Giving Compass' Take:

• South China Morning Post reports on how Mandarin bilingual-immersion programs have grown in popularity across the U.S., even in places where most students have few, if any, cultural ties to China.

• What are the benefits to bilingual-immersion programs in general? How does it increase awareness and appreciation for different cultures?

• Mandarin may help our students prepare for the future as well. Here's more on the developing strength of philanthropy and innovation between China and the U.S.


Jiahang Li was not prepared for what awaited him at an American kindergarten in Salt Lake City, Utah in 2012.

The Peking University graduate was doing a doctorate in education at the University of Maryland and visiting the public school to see the state’s pioneering Chinese-English dual language immersion program in action.

Li was surprised when then the children greeted him in perfectly accented Mandarin.

“It was a totally eye-opening experience to see these five and six-year-olds have a conversation with an adult in a different language that is so different from their native one,” said Li, who is now associate director of the Confucius Institute at Michigan State University.

Li was witnessing the results of a grass-roots trend in American primary education: language immersion programs in which children spend at least half of each school day taking their regular classes, like maths, science or physical education, entirely in Mandarin.

Despite anti-China rhetoric and wariness, these immersion programs have flourished in recent years, expanding from a handful of schools in the 1990s to some 300 programs running across the nation this year. The numbers continue to climb steadily, driven not by federal funding but by parents and administrators pushing for Mandarin immersion in their public schools.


**Goal of the exercise:** Which lines of the data below hold "Number"? Copy each of them.

-- Opening Marker --

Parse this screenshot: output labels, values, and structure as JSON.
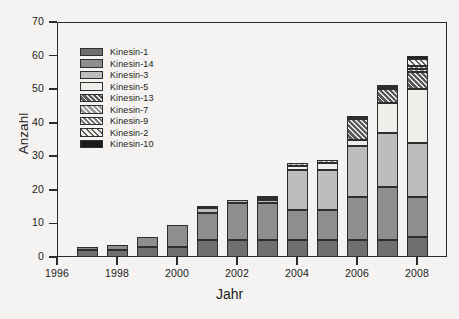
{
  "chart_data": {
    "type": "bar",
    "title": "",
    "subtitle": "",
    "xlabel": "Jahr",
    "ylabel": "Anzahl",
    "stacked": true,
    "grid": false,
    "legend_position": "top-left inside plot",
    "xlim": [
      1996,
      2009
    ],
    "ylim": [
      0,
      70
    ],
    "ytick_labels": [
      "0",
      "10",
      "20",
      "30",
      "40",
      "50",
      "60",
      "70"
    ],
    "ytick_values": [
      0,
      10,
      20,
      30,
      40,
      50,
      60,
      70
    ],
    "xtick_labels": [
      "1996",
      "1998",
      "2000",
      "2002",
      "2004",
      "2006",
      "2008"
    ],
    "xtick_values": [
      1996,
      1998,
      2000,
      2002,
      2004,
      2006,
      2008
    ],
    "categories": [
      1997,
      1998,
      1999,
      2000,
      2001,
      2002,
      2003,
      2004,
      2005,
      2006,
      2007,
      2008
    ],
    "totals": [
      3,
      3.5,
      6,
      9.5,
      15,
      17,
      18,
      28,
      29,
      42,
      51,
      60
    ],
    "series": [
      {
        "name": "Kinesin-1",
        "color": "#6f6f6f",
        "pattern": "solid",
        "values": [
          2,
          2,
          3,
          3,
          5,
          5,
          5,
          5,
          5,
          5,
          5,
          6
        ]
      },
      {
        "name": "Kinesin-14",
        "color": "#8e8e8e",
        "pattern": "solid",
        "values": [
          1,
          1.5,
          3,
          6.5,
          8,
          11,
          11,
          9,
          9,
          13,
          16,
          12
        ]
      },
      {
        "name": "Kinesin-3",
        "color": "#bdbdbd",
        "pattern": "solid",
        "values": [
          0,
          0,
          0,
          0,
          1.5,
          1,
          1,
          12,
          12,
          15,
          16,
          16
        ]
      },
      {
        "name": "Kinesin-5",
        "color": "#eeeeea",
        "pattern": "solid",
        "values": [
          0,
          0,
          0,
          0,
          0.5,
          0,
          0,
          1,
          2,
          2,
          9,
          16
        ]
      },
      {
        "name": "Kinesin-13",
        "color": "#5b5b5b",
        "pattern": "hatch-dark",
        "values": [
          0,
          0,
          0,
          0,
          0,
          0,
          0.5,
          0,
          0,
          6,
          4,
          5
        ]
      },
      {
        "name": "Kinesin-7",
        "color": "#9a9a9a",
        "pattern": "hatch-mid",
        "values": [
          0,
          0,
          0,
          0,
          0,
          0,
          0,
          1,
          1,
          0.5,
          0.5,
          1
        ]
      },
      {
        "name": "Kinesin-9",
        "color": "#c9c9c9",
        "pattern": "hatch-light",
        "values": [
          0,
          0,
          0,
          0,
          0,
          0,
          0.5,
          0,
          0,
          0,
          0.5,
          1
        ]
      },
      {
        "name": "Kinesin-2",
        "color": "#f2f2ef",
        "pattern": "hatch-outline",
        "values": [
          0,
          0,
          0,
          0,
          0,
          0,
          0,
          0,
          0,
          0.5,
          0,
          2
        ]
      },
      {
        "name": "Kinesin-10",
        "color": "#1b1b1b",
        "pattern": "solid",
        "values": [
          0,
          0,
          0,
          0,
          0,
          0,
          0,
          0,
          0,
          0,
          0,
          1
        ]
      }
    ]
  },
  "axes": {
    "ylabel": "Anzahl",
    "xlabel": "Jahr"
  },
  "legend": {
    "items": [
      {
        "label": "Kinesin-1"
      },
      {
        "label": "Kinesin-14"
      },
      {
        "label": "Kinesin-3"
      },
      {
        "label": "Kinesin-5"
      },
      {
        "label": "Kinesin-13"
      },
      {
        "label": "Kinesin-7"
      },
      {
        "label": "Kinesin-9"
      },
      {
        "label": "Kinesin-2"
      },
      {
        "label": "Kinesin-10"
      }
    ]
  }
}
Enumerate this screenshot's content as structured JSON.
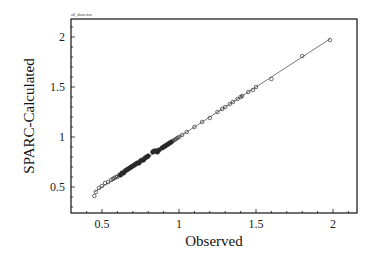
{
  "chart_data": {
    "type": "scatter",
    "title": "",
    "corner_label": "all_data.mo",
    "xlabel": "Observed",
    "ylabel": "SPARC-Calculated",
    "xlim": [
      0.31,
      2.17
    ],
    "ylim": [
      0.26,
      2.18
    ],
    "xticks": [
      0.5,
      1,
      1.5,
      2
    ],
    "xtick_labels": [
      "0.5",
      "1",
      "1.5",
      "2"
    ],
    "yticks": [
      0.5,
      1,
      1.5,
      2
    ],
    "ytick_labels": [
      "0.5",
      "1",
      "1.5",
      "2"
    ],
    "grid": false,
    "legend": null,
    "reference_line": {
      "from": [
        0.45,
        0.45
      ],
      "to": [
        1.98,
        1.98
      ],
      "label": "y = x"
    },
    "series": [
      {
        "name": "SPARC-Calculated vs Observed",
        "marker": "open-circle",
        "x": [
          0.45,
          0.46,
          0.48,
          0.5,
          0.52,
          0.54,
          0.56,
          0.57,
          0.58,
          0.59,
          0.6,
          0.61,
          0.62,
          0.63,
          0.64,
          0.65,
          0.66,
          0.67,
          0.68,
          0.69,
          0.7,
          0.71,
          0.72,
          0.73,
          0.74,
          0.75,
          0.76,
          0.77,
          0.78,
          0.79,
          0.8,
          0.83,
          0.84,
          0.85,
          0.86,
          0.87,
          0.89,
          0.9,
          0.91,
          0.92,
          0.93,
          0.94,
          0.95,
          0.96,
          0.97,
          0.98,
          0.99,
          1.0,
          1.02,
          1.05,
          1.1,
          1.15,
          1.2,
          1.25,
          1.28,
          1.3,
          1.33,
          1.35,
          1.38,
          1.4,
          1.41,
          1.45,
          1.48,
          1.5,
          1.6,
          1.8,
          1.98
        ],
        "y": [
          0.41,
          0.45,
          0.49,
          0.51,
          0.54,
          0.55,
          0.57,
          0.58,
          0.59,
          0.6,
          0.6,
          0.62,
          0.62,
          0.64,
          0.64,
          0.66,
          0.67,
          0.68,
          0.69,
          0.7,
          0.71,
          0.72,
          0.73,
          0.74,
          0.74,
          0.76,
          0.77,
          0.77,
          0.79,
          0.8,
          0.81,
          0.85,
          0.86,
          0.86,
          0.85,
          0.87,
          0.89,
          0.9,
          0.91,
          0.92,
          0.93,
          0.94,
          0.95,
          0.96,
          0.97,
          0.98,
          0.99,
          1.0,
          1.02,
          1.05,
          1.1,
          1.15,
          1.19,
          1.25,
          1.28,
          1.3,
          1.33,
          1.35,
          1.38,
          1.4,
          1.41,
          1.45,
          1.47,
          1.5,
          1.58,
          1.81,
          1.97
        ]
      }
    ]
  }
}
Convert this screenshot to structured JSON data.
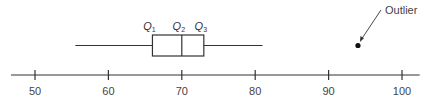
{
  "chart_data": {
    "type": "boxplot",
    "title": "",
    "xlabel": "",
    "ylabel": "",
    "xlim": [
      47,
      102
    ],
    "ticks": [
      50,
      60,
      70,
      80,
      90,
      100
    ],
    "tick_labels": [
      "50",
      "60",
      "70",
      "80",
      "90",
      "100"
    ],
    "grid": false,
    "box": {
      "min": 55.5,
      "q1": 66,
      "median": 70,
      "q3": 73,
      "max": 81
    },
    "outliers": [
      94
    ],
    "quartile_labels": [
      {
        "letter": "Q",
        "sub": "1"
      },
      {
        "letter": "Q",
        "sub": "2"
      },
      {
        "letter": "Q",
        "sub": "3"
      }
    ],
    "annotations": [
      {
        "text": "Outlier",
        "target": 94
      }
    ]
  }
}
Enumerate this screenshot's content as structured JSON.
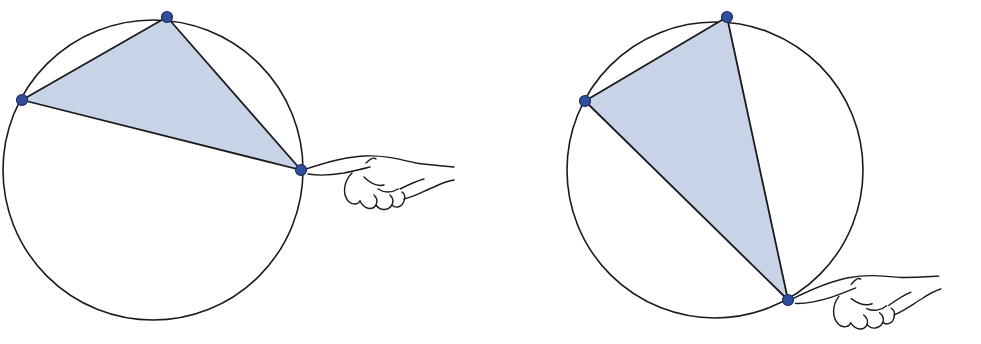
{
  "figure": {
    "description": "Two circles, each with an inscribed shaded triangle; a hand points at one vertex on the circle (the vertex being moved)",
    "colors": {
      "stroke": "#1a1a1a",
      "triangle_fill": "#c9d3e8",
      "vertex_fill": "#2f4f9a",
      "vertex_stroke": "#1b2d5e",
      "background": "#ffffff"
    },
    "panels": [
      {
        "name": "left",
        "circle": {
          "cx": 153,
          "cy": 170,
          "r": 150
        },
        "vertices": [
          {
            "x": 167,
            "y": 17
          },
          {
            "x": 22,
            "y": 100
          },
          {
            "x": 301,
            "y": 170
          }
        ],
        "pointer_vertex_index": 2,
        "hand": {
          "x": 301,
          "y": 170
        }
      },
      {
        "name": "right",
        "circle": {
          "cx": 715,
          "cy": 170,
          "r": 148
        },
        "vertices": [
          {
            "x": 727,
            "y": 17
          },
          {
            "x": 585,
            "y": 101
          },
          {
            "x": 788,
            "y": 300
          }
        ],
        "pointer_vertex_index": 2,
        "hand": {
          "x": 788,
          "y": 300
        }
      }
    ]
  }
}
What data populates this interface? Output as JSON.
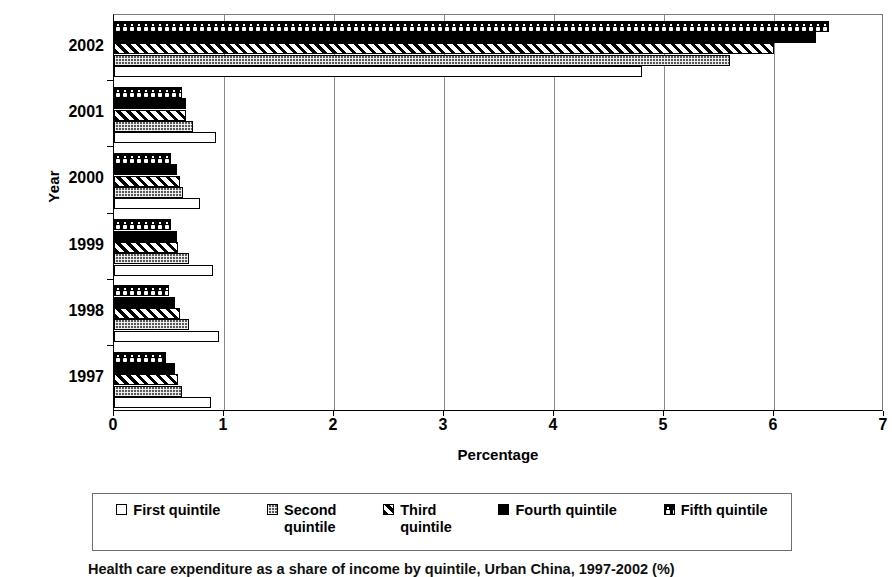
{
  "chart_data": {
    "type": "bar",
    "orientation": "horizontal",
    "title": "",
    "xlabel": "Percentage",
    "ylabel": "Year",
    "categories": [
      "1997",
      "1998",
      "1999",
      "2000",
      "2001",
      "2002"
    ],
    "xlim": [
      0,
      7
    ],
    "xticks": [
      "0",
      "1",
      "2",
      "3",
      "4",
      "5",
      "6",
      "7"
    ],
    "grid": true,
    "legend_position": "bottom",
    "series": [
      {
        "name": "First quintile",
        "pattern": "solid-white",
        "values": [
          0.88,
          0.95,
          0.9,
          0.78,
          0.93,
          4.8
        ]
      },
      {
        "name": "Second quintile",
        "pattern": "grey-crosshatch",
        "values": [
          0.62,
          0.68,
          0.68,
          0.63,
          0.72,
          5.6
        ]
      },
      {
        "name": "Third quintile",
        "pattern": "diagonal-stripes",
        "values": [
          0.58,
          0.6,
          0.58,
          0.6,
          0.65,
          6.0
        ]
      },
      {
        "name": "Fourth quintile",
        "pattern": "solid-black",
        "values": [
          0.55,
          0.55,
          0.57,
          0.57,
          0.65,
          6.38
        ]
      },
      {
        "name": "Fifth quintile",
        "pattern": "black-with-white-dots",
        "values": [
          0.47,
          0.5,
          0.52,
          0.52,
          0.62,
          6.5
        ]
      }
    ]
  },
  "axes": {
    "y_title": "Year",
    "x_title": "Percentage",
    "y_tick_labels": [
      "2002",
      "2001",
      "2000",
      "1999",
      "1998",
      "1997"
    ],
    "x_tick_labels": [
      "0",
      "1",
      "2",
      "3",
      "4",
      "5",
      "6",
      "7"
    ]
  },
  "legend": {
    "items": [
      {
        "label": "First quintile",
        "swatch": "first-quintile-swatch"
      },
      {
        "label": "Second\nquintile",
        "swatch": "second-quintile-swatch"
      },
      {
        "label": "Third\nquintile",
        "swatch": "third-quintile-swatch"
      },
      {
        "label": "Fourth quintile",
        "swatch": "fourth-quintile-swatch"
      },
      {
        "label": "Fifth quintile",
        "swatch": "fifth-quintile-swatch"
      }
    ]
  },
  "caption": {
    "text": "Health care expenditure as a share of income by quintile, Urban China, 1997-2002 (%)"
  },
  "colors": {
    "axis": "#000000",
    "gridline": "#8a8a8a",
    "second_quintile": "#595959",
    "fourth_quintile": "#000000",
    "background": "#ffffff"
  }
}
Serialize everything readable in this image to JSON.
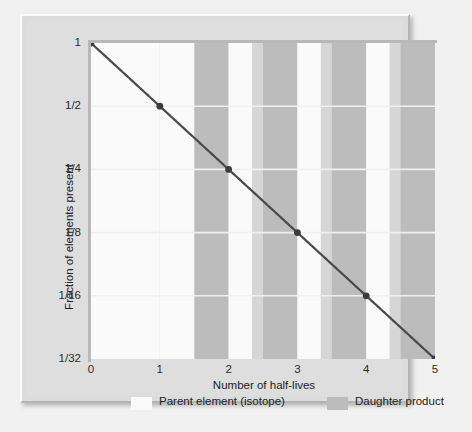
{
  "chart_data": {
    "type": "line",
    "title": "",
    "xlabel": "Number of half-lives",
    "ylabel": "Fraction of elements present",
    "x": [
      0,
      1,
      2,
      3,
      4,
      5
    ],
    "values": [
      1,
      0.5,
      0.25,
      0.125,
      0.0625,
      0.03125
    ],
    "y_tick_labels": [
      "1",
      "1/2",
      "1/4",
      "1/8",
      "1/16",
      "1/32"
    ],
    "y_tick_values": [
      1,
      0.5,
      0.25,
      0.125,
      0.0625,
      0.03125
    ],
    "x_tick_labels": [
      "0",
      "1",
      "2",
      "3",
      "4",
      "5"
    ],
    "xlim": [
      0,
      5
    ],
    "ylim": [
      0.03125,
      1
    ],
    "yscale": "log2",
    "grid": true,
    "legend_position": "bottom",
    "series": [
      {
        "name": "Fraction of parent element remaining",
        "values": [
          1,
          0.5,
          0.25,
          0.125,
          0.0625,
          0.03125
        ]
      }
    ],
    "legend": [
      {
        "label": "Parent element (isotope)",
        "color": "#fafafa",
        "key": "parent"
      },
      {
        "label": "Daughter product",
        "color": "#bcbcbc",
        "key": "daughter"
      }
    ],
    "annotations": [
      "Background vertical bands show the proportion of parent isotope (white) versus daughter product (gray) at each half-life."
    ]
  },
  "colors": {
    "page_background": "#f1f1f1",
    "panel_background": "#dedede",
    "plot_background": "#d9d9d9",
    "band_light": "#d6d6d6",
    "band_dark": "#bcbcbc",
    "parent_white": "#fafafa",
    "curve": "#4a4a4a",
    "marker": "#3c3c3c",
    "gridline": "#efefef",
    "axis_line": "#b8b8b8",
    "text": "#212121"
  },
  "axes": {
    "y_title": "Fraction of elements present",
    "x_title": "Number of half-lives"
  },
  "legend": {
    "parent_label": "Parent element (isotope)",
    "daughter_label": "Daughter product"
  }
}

-- Closing Marker --

**Answer for the task:**
    "xlabel": "Number of half-lives",
    "x_title": "Number of half-lives"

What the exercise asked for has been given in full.